This guide provides information for all faculty, instructors, adjuncts, TAs, and researchers regarding Open Educational Resources (OER), open licensing, and other issues pertinent to free educational materials for all teaching staff, researchers, and students.
The information here is intended to provide all teaching staff on the University of Memphis campus a basic understanding of Open Education Resources. With this information and the available tools and training, faculty and instructors will ideally move from the basics of OER concepts to the discovery and implementation of OER materials into their courses.
Just need the basics to get started? Download our Quick Start guide.
UNESCO defines Open Educational Resources (OER) as “teaching, learning and research materials in any medium – digital or otherwise – that reside in the public domain or have been released under an open license that permits no-cost access, use, adaptation and redistribution by others with no or limited restrictions."
Key to this definition is that OER are educational materials ("teaching, learning, and research materials") that are free ("no-cost') for anyone to use and change ("access, use, adaptation and redistribution by others with no or limited restrictions"), which can be done because they are made open ("reside in the public domain or have been released under an open license").
"An Introduction to Open Educational Resources" by Abbey Elder is licensed under a CC BY 4.0 International license.
OER has a lot of similarities with Open Access (OA) publishing and affordable educational resources. OER separate themselves with their focus on both cost and adaptability for teaching & learning materials.
As the UNESCO definition states, when using an OER you should have permission to access, use, adapt and redistribute it.
The 5 Rs of OER define the types of permissions you should have when working with OER and that you should give to others if you create your own OER. These permissions are usually granted through an open license such as those from Creative Commons.
"5 Rs of OER" by SUNY OER Services is used under a CC BY 4.0 license. Its contents were adapted from "Defining the 'Open' in Open Content and Open Educational Resources," which was originally written by David Wiley and published freely under a CC BY 4.0 license.

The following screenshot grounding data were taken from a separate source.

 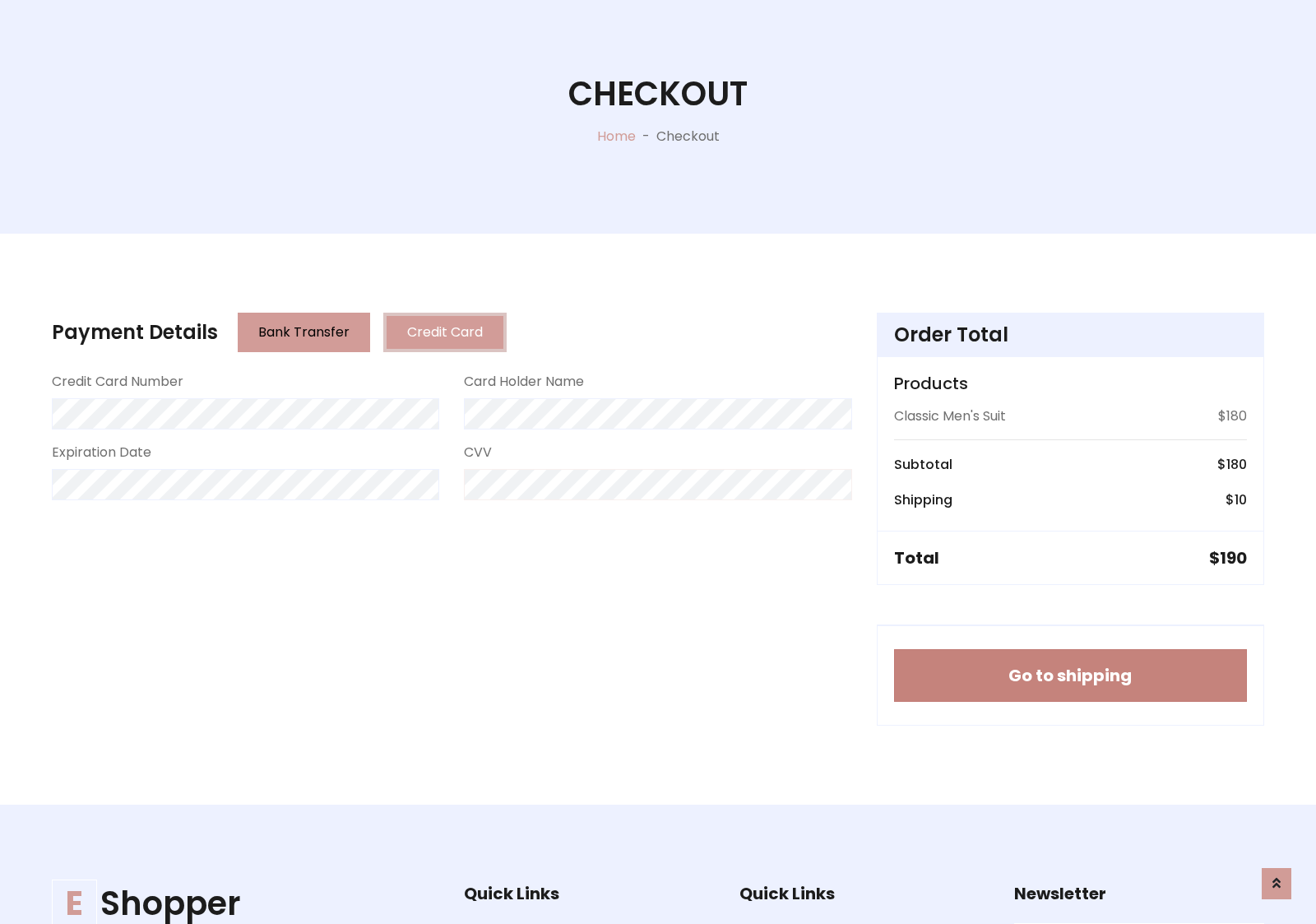 What do you see at coordinates (445, 333) in the screenshot?
I see `button: Credit Card` at bounding box center [445, 333].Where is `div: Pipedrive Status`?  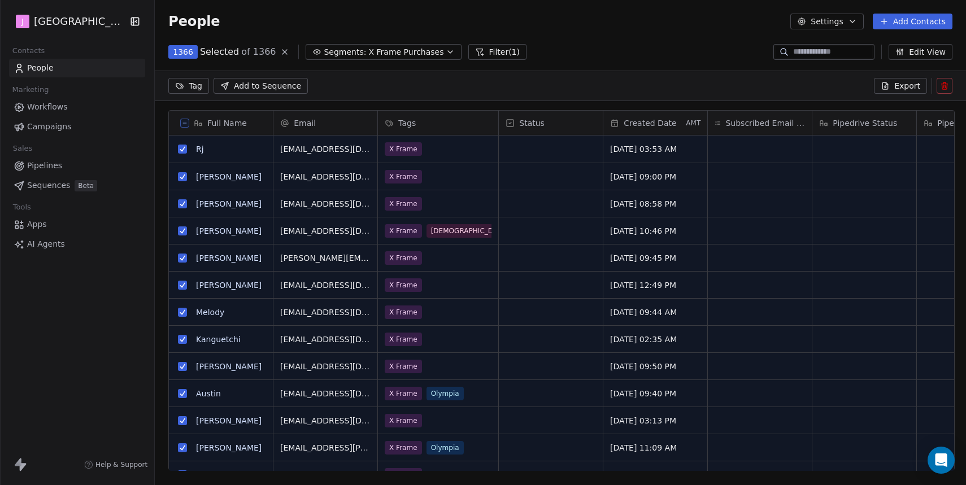 div: Pipedrive Status is located at coordinates (864, 123). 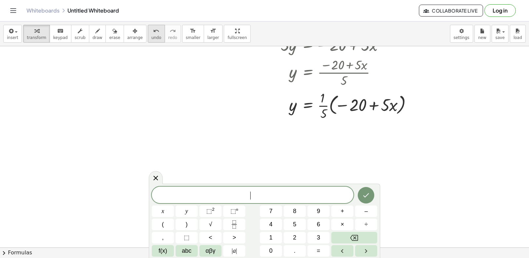 I want to click on button: Plus, so click(x=342, y=211).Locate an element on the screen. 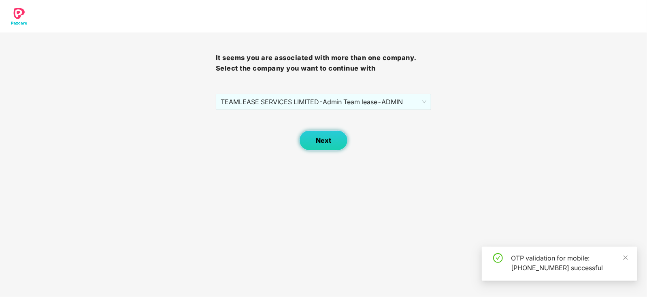  span: close is located at coordinates (626, 257).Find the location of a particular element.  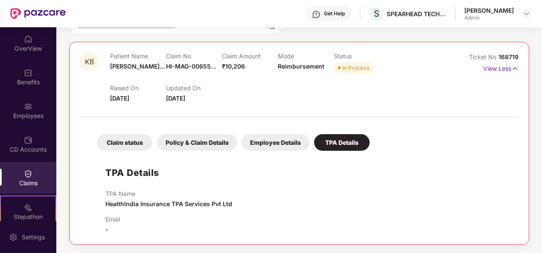

div: Admin is located at coordinates (489, 18).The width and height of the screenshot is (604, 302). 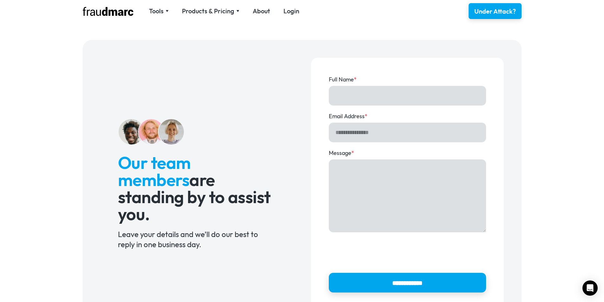 I want to click on div: Leave your details and we’ll do our best to reply in one business day., so click(x=196, y=239).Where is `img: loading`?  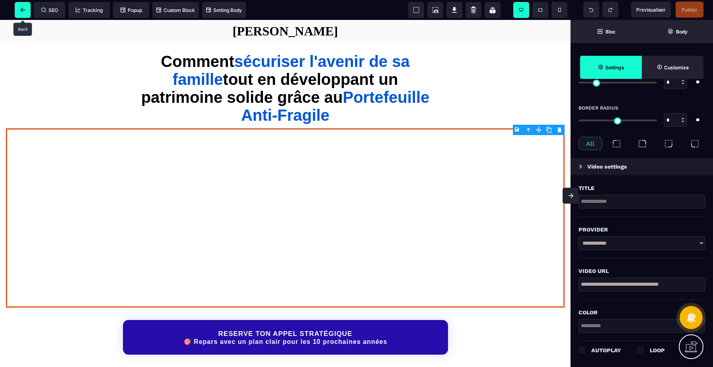 img: loading is located at coordinates (581, 166).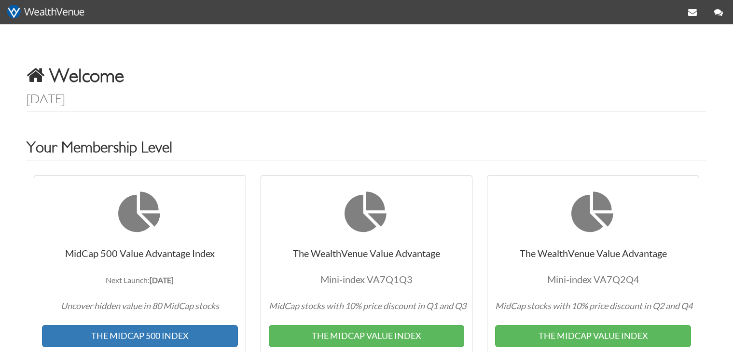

Using and creating OER can greatly benefit your students, but it also requires different work than identifying and using more traditional educational materials. Making sure that work is credited in your evaluation, promotion, and tenure documents is important to help sustain your OER commitment.

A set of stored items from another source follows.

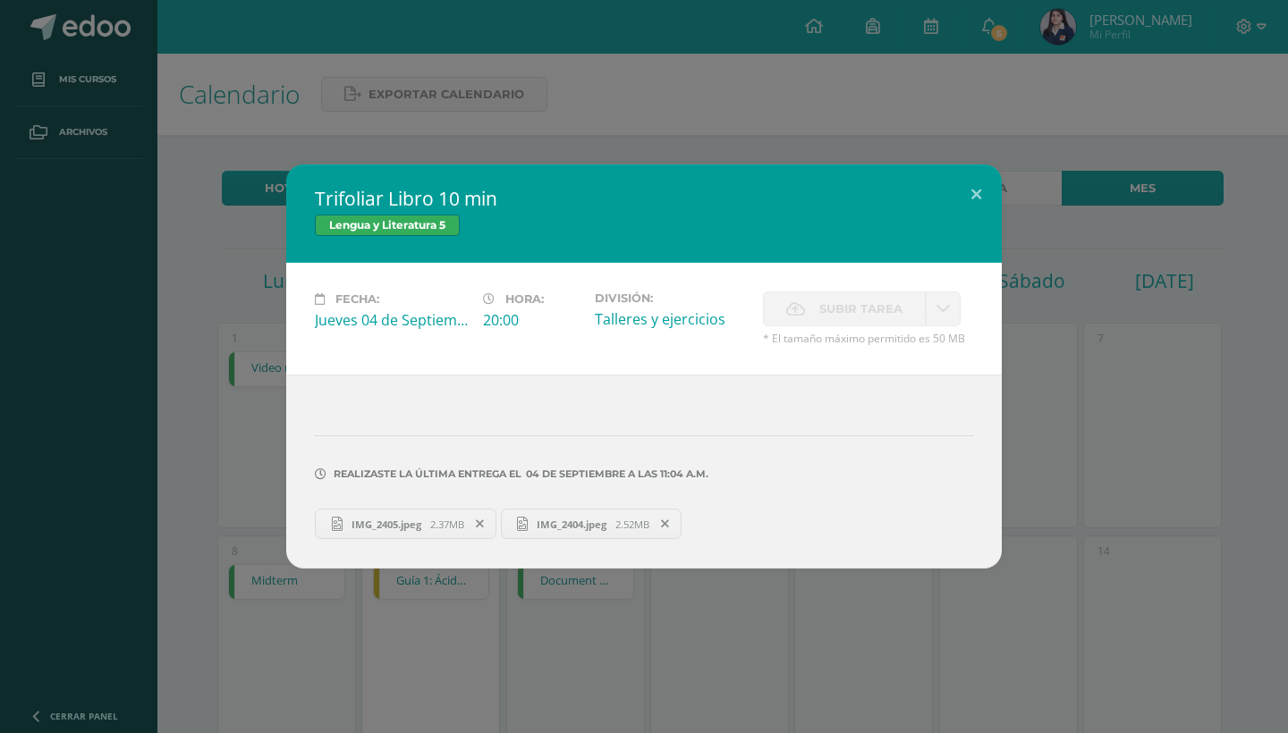 The width and height of the screenshot is (1288, 733). What do you see at coordinates (672, 298) in the screenshot?
I see `label: División:` at bounding box center [672, 298].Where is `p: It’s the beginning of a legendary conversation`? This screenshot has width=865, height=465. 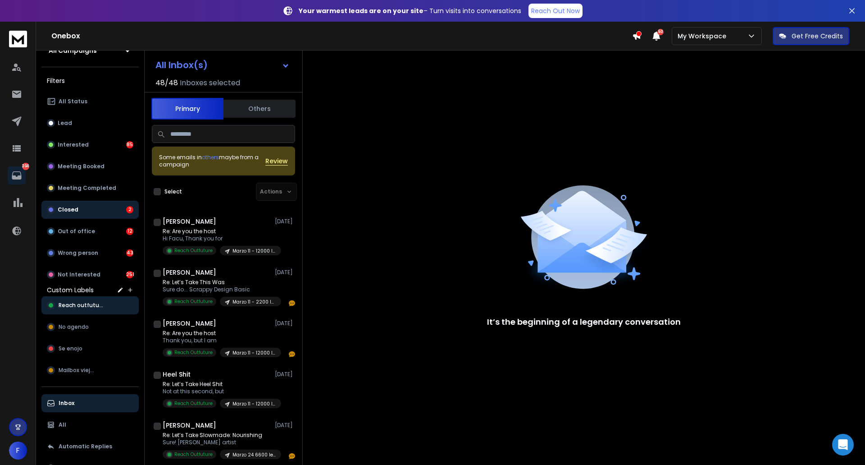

DOERS3 has put together an advisory tenure and promotion matrix to help you think through how to present your OER work as research, teaching, and service. The matrix is designed to be used to help you interpret where different work relating to OER fits into your departmental promotion and tenure guidelines.
This guide was created by Dr. Meredith Heath Boulden on behalf of the University of Memphis Libraries and is licensed under a Creative Commons Attribution-NonCommercial 4.0 International License unless otherwise noted. This guide is currently maintained by Carl Hess.